In fact, he used the word "perfect" liberally afterwards, saying: "I never mishit a shot. I hit every drive perfect; I hit every iron perfect. I'm in awe of just how perfectly I hit the ball today. I was playing a game of chess, to put the ball in the perfect place on the fairway so I could get it to the perfect place on the green."

There was only one slight imperfection in that round, but it didn't really matter because the championship was as good as won. Having hit a drive and three-iron into the breeze at the 428-yard 17th, the Australian hit his 25-footer to under two feet, and then missed the par putt. He stood still for ages, unable to believe the evidence of his eyes, before moving slowly to the 18th tee.

He could still bogey the hole and win, but in fact he hit another perfect drive, followed by a perfect four-iron.

This week he returns to the scene of that extraordinary triumph hoping to rekindle perfection.

The late Gene Sarazen, then 91, was a special invitee to that 1993 championship on the basis that he had won the British Open at Princes, the course over the boundary fence at the 14th, in 1932.

But the normally voluble Sarazen, invited to say a few words, could not on this occasion find them. Shaking his head and standing silently with the microphone for a few moments, he finally came up with a simple tribute: "I have never seen such shots. This must have been the greatest championship ever played."

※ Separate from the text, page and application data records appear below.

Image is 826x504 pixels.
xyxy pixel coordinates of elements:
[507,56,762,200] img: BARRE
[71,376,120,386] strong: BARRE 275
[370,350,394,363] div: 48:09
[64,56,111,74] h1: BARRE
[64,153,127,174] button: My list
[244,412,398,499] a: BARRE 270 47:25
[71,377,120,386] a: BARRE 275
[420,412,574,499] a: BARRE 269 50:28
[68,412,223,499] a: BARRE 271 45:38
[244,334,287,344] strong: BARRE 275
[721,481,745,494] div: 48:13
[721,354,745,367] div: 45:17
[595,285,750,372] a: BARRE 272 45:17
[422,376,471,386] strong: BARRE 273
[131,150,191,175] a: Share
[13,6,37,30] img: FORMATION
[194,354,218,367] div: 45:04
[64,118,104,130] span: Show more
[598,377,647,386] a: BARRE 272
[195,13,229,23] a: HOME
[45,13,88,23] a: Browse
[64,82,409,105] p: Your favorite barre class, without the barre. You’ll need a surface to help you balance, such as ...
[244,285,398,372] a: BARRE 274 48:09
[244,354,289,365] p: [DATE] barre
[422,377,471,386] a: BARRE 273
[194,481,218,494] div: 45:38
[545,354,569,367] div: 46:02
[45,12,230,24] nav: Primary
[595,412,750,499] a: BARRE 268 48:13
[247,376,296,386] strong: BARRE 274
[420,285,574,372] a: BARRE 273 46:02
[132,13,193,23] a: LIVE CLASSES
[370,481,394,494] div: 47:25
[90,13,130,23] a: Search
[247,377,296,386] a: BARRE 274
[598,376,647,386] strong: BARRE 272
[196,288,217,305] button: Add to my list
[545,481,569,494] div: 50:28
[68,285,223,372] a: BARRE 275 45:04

It was won by Norman and the foregoing is evidence for the defence in the matter of him being a choker. There is, though, ample evidence for the prosecution. Norman once said, after being beaten in yet another major: "I'm not a loser, I'm a winner. I could be anything I want to be if I applied myself. If I wanted to be a brain surgeon I could be."

That was said in all seriousness, and as an example of positive thinking it could hardly be beaten. But it also shows a man in denial, a man who has not admitted - probably because he dare not - to himself the truth of the matter, which is that he has thrown away countless chances to win major championships. In over 80 attempts he has won only twice, and it is an unpalatable fact that his record places him firmly among the also-rans in championship golf.

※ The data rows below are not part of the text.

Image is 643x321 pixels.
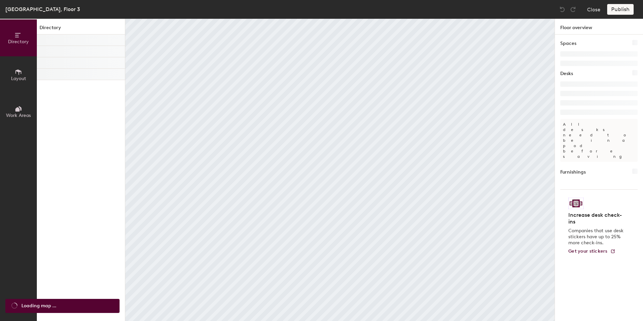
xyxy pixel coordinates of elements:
[559,6,566,13] img: Undo
[560,119,638,162] p: All desks need to be in a pod before saving
[5,5,80,13] div: [GEOGRAPHIC_DATA], Floor 3
[555,19,643,34] h1: Floor overview
[560,168,586,176] h1: Furnishings
[568,212,626,225] h4: Increase desk check-ins
[570,6,576,13] img: Redo
[6,113,31,118] span: Work Areas
[21,302,56,309] span: Loading map ...
[587,4,600,15] button: Close
[11,76,26,81] span: Layout
[568,248,607,254] span: Get your stickers
[568,228,626,246] p: Companies that use desk stickers have up to 25% more check-ins.
[568,248,615,254] a: Get your stickers
[568,198,584,209] img: Sticker logo
[560,70,573,77] h1: Desks
[37,24,125,34] h1: Directory
[8,39,29,45] span: Directory
[560,40,576,47] h1: Spaces
[125,19,555,321] canvas: Map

No fewer than 38 players have won three or more majors; 33 more have the same number as Norman and, most damning of all, 25 players have won the same number of majors in one year as he has so far in his career.

And there is more. Norman has lost a play-off for all four majors, only once unluckily when Larry Mize fluked a 140-foot chip in the 1987 Masters. But when Bob Tway holed a bunker shot at the last to win the 1986 US PGA, Norman, after rounds of 65, 68 and 69 was about to return a 76.

In the 1984 US Open, he threw away a two-shot lead over the final three holes and then lost a play-off to Fuzzy Zoeller by eight strokes (67 to 75), and in the 1989 British Open at Royal Troon he completely lost the plot in a four-hole play off with the winner, Mark Calcavecchia, and Wayne Grady when he drove into a fairway bunker, duffed his second into another bunker and smashed his next out of bounds.

But all that was before his magnificence in 1993, and after his win the world's press set about declaring that he had at last taken the mighty bound to freedom; that the monkey was finally off his back and that more majors would follow.

In fact, the worst was yet to come. In 1996, Norman established a six-stroke lead over Faldo after three rounds of the Masters. But once again he fell apart and in the end finished five strokes behind Faldo.

Why? The question is unanswerable, even by Norman.

"All those times I didn't win," he says, "I went away to try and figure out what went wrong.

"Was it something mechanical? Was it mental? Was it in your heart? Or was it just destiny? You need to be able to learn from it and turn a negative into a positive. By losing I became a winner."

Winner or loser? The man may have no doubts, but when it comes to judging a golfer by the standards of our times - by the winning of major championships - the evidence points in only one direction. Greg Norman is the greatest loser championship golf has known.